Monthly Archives: November 2010

Don’t Go to Work Naked

Sometimes, writing a novel is like getting up in the morning, putting on an outfit, deciding it doesn’t quite work, choosing another outfit, realizing you’re going to have to change your bra or you won’t look decent, deciding to keep on outfit No. 1, realizing outfit No. 1 has a hole in a conspicuous place, changing your bra et al to put on outfit No. 2, realizing you don’t have cute shoes for outfit No. 2, coming up with an idea for outfit No. 3, realizing the tights you’d need are dirty. Such clothing revision might take 15 or 20 minutes, maybe half an hour on a really bad day. Panic can set in, and you start to feel stuck.

With a novel, the struggle lasts years.

The scene I’ve been working on is now in its third major incarnation. The basics haven’t changed. Someone comes home. Another character has gone missing. There’s a confrontation with the people in the house about the missing-ness of the other character.

The missing character has not changed (although the reason she’s missing has). The setting has only sort of changed — the scene has simply moved from a room in the house to the entry hall. The characters have shifted. Originally, two characters came home together and confronted three other characters. Those two characters are now at odds, the other three are out of the scene.

It’s taken three years and a lot of changes in other parts of the novel for the scene to get where it is now. (In fact, this is the scene I told you all I was cutting. In the end, without really knowing what I was doing, I moved it and changed the characters.)

I’m determined to make the scene work and move on.

I’m also fascinated that a scene can change completely, and yet still be the same scene. Sort of.

Kill all the editors. Wait … stop … I didn’t really mean that …

Last week, I gave a workshop called “Turning True Life Stories Into Support” at an annual conference for people who provide social services to runaway and homeless teens. Three hours before my session, a young man named Billy give the keynote speech at lunch.

Billy ran away from a family that couldn’t, wouldn’t accept him for who he was: a gay young man who liked glee club, who just wanted someone to listen to him without criticizing the way he talked,who  just wanted to walk and laugh and be without feeling slighted or judged by his family and peers. Luckily, he wound up at the doorsteps of several organizations that helped put him on the road to success. Today Billy is in a program that helps older teens and young adults who would otherwise be homeless learn to live on their own.

Let’s just say Billy brought many people in the audience to tears.

I edit other people’s writing for a living, and I’m used to dissecting how words go together and figuring out how to arrange them in the most effective sequence. The thing is, Billy’s speech wasn’t polished and neither was Billy. He kept losing his place and saying, “Sorry, sorry,” then repeating a line before getting back on track. He kept stopping because he was too nervous or because he was on the verge of tears. Yet he had an enthralled audience. He made me cry.

So kill all the editors, because Billy’s rawness–his unedited, uncensored voice–lent his story power.

But no, don’t kill them. Just hit them with a stun gun occasionally. Billy’s speech, in fact, illustrated all the principles I had planned to talk about in my workshop. His story had a beginning, middle, and end. It had conflict and resolution. It included a hook: Here’s what runaway and homeless teens need. And it included a call to action for everyone in the room: Maybe if you hear this, you’ll go back and serve the young people in your programs even better than before.

November is National Runaway Prevention Month. If you’d like to support an organization that works with homeless youth, try:

The National Runaway Switchboard

Larkin Street Youth Services

Any of the runaway and homeless youth programs listed on this map.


#### TO DO
Each line of the data below either holds "Export" or does not. Report how many do, and only that.

### PROVIDED MATERIAL ###

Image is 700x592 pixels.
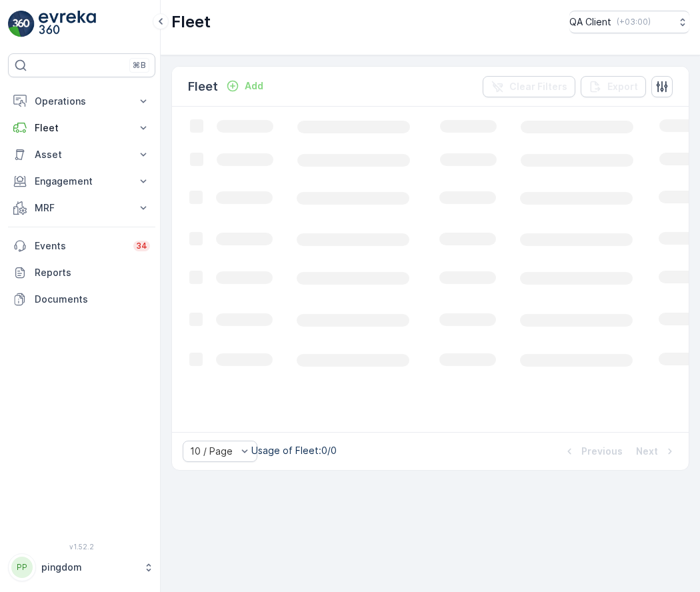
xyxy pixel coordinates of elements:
[188,77,218,96] p: Fleet
[510,80,568,93] p: Clear Filters
[35,94,129,108] p: Operations
[12,556,33,578] div: PP
[8,168,155,194] button: Engagement
[8,141,155,168] button: Asset
[35,240,125,253] p: Events
[569,15,612,29] p: QA Client
[35,201,129,215] p: MRF
[8,286,155,313] a: Documents
[35,266,150,279] p: Reports
[581,76,646,97] button: Export
[8,259,155,286] a: Reports
[38,11,96,38] img: logo_light-DOdMpM7g.png
[8,194,155,221] button: MRF
[35,121,129,135] p: Fleet
[35,292,150,306] p: Documents
[8,553,155,581] button: PPpingdom
[171,12,211,33] p: Fleet
[617,16,651,27] p: ( +03:00 )
[562,443,624,459] button: Previous
[35,148,129,162] p: Asset
[245,79,264,92] p: Add
[8,88,155,114] button: Operations
[8,233,155,259] a: Events34
[251,443,337,457] p: Usage of Fleet : 0/0
[635,443,678,459] button: Next
[133,60,146,70] p: ⌘B
[8,114,155,141] button: Fleet
[221,78,268,94] button: Add
[569,11,690,34] button: QA Client(+03:00)
[41,561,137,574] p: pingdom
[136,240,147,251] p: 34
[35,175,129,188] p: Engagement
[483,76,575,97] button: Clear Filters
[608,80,638,93] p: Export
[8,11,35,38] img: logo
[8,543,155,550] span: v 1.52.2
[582,444,623,458] p: Previous
[636,444,658,458] p: Next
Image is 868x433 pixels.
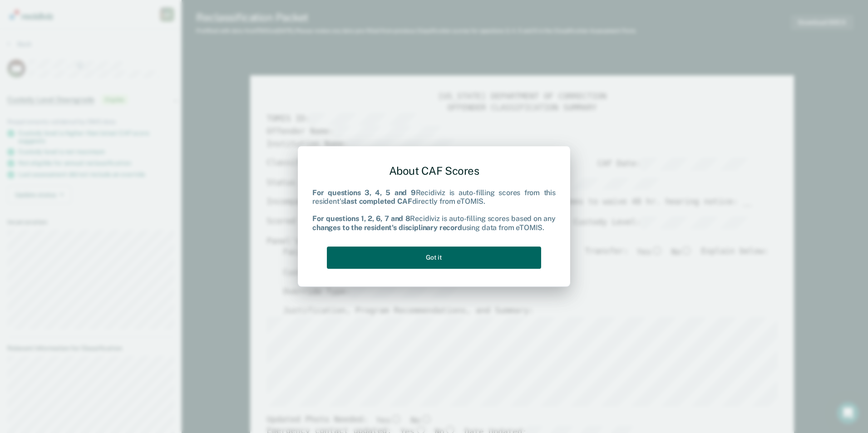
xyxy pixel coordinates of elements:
[313,223,462,232] b: changes to the resident's disciplinary record
[344,197,412,205] b: last completed CAF
[313,157,555,185] div: About CAF Scores
[327,246,541,269] button: Got it
[313,188,416,197] b: For questions 3, 4, 5 and 9
[313,188,555,232] div: Recidiviz is auto-filling scores from this resident's directly from eTOMIS. Recidiviz is auto-fil...
[313,215,410,223] b: For questions 1, 2, 6, 7 and 8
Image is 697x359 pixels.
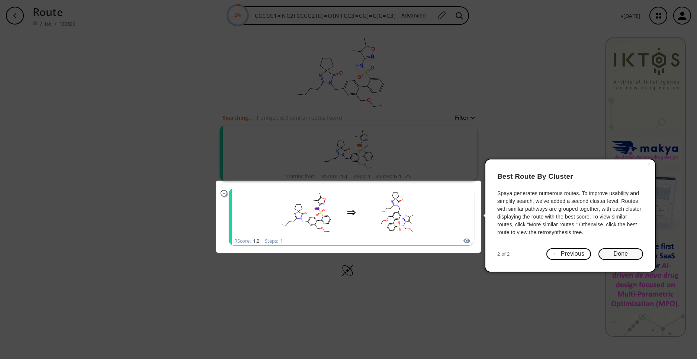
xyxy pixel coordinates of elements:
[497,251,510,258] span: 2 of 2
[643,160,655,170] button: Close
[497,190,643,237] div: Spaya generates numerous routes. To improve usability and simplify search, we’ve added a second c...
[547,249,591,260] button: ← Previous
[599,249,643,260] button: Done
[497,166,643,188] header: Best Route By Cluster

###

#### RESULT
2